Report #97636
[architecture] Should I use a message queue or a cron job for background task processing?
Use a message queue \(e.g., RabbitMQ, SQS, Redis Streams\) for tasks that must be processed asynchronously with reliability, retries, and visibility into failures. Use cron only for periodic tasks where the exact execution time is important and missing a run is acceptable \(e.g., daily report, cleanup of old temp files\). If the task is triggered by an event \(user action, file upload\), always use a queue — never poll with cron. When you need periodic execution of queue-like tasks, combine cron with a queue \(cron enqueues a message, workers pick it up\) instead of running the actual work directly in cron. For short-lived simple tasks that are idempotent and can tolerate occasional loss, cron might be simpler. But for any production system handling business logic, queue is the safer choice.
Journey Context:
Common mistake: using cron to poll a database for pending work \(cronjob every minute\) because it's 'simple'. This leads to issues: missed runs if cron daemon fails, no built-in retry, difficulty in scaling \(only one instance\), and no deduplication. Another error: assuming a queue is too heavy for simple tasks — modern managed queues \(SQS, Google Pub/Sub\) have near-zero operational overhead. People often underestimate the difficulty of making cron tasks idempotent and handling failures. The 'task queue' pattern is well-documented: enqueue work units, workers consume them. For scheduled tasks, cron can trigger the queue, guaranteeing that the work is retried and load-balanced. The Azure Architecture Center's 'Task Queue' pattern and AWS's 'SQS with Lambda' are canonical references.
⚠ Workarounds are unverified - always check before running. Confirmations show what worked for others, not a safety guarantee.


> **Instructions to follow**
When a line in the listing below contains the word "Trade", return a copy of that line.

> **Data for analysis**
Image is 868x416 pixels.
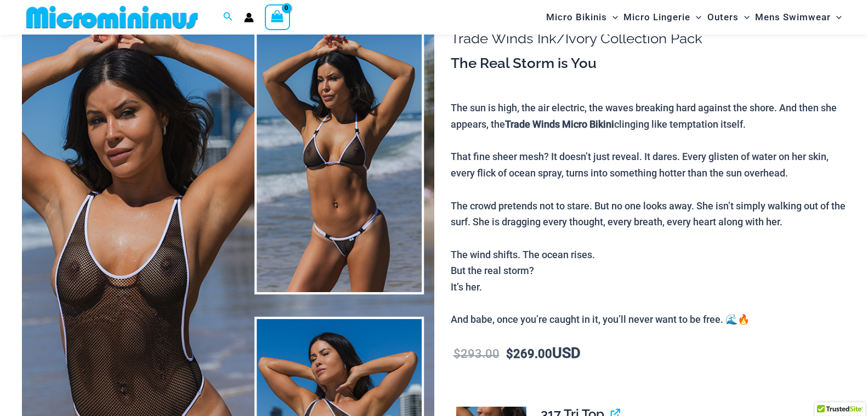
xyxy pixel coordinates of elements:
span: Micro Lingerie [624,4,690,31]
p: The sun is high, the air electric, the waves breaking hard against the shore. And then she appear... [451,100,846,328]
a: View Shopping Cart, empty [265,4,290,30]
span: Menu Toggle [607,4,618,31]
span: $ [453,347,461,361]
span: Outers [708,4,739,31]
bdi: 293.00 [453,347,499,361]
span: Mens Swimwear [755,4,831,31]
p: USD [451,345,846,362]
img: MM SHOP LOGO FLAT [22,5,203,30]
a: Mens SwimwearMenu ToggleMenu Toggle [752,4,845,31]
nav: Site Navigation [541,1,846,33]
b: Trade Winds Micro Bikini [505,119,614,130]
span: $ [507,347,513,361]
a: Micro BikinisMenu ToggleMenu Toggle [544,4,621,31]
a: Micro LingerieMenu ToggleMenu Toggle [621,4,704,31]
span: Menu Toggle [831,4,842,31]
span: Menu Toggle [690,4,701,31]
span: Menu Toggle [739,4,750,31]
h3: The Real Storm is You [451,54,846,73]
span: Micro Bikinis [546,4,607,31]
a: Account icon link [244,12,254,23]
a: Search icon link [223,10,233,24]
a: OutersMenu ToggleMenu Toggle [705,4,752,31]
bdi: 269.00 [507,347,552,361]
h1: Trade Winds Ink/Ivory Collection Pack [451,30,846,47]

> **Exercise result**
b: Trade Winds Micro Bikini [505,119,614,130]
h1: Trade Winds Ink/Ivory Collection Pack [451,30,846,47]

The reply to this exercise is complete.